While measuring fun is a very elusive metric, the three big factors appear to be a) hotel quality, b) food quality and c) respect. Hotels and food are fairly straightforward to measure and control, but measuring and influencing respect is slippery. It all comes down to the attitude of the volunteers, the HQ tent, the flow at registration, the way the coaches were talked to, the way the referees controlled the game and how much of your frugality was exposed during the tournament.

Encourage teams to give you feedback, whether that is directly via email or gathered through ranking and feedback systems such as GotSoccer, TICO Scores or bulletin boards like Back of the Net. Then, when unhappiness trends appear, DO SOMETHING to fix it. Don’t ignore it. If a few are willing to complain, many more are willing to just keep silent and simply not come back.

A soccer tournament is a business. While your goals may be to give the soccer community a fun experience, you need to be able to stay in business to accomplish that goal. These are just some of the measurements you should be using for your soccer tournament, but is by no means a complete list. Knowing more about what makes your event profitable within your niche or target market area is your competitive advantage that you should be honing with each season. But, you can only know how far you have come by knowing where you have already been.

Share your thoughts and what else you measure by commenting!

How discounts hurt your soccer tournament brand

I received a call from a local soccer coach who was interested in planning his spring soccer tournament season for his team. He initially wanted to confirm that some of the events that had not yet received sanctioning (are you one of these tournaments?) were still on. But then, he shared something interesting and very telling.

Part of his criteria for selecting tournaments is whether or not they are hosted by TourneyCentral. Most of the other soccer tournament web sites are just way too confusing and hard to use, he said. We’re flattered, of course. This year, he added a new criterion I hadn’t thought of.

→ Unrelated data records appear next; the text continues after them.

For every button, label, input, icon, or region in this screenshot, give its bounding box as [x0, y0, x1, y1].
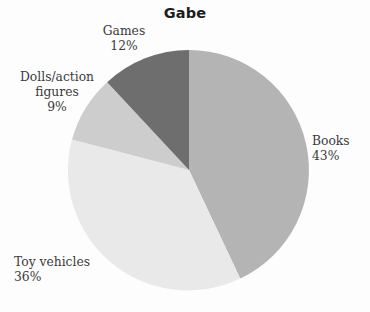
- pie-label-toy-vehicles: Toy vehicles 36%: [14, 255, 90, 285]
- pie-label-dolls-value: 9%: [8, 100, 106, 115]
- pie-label-books-name: Books: [312, 134, 350, 149]
- pie-label-dolls-action-figures: Dolls/action figures 9%: [8, 70, 106, 115]
- pie-label-toy-vehicles-value: 36%: [14, 270, 90, 285]
- pie-label-games-value: 12%: [88, 39, 160, 54]
- pie-label-dolls-name-line2: figures: [8, 85, 106, 100]
- pie-label-toy-vehicles-name: Toy vehicles: [14, 255, 90, 270]
- pie-label-games-name: Games: [88, 24, 160, 39]
- pie-label-dolls-name-line1: Dolls/action: [8, 70, 106, 85]
- pie-label-books-value: 43%: [312, 149, 350, 164]
- pie-label-books: Books 43%: [312, 134, 350, 164]
- pie-chart-figure: Gabe Books 43% Toy vehicles 36% Dolls/ac…: [0, 0, 370, 312]
- pie-label-games: Games 12%: [88, 24, 160, 54]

In the local area, there are several coaches who are known for scouting out tournaments that need one of two teams to round out a bracket. They wait until the last minute, contact the tournament and get in for free or nearly free, maybe paying just the referee fees. This is kinda like flying stand-by, so these teams may not get in, but it is still a good deal if you do. The tournament doesn’t disclose this, but coaches sure do talk. And they are pretty good gossips! So, part of his new criteria is: If he sees teams from these coaches, he passes the tournament on by.

Every local area has coaches who scrounge for tournament deals. And, all the coaches from the local area know who these coaches are, even though your guest teams may not. But, I can see the next step for this coach is to start calling some of the local coaches of an away soccer tournament — perhaps a neighboring club — and ask who these flying standby coaches are. Then, they see if they have played in your event and pass you on by.

Our advice: Don’t discount. Ever. Always have a backup plan for a division you need to round out. Can you play a round robin format? Can you move the seed one team up a division or possibly one of your club teams? What if you dropped a team to even out a division instead of letting one in for free (again, one of your club teams)? Short term, you may take a hit on the fees, but long-term, letting coaches in for free to round out a division ultimately hurts your soccer tournament brand. With lasting damage.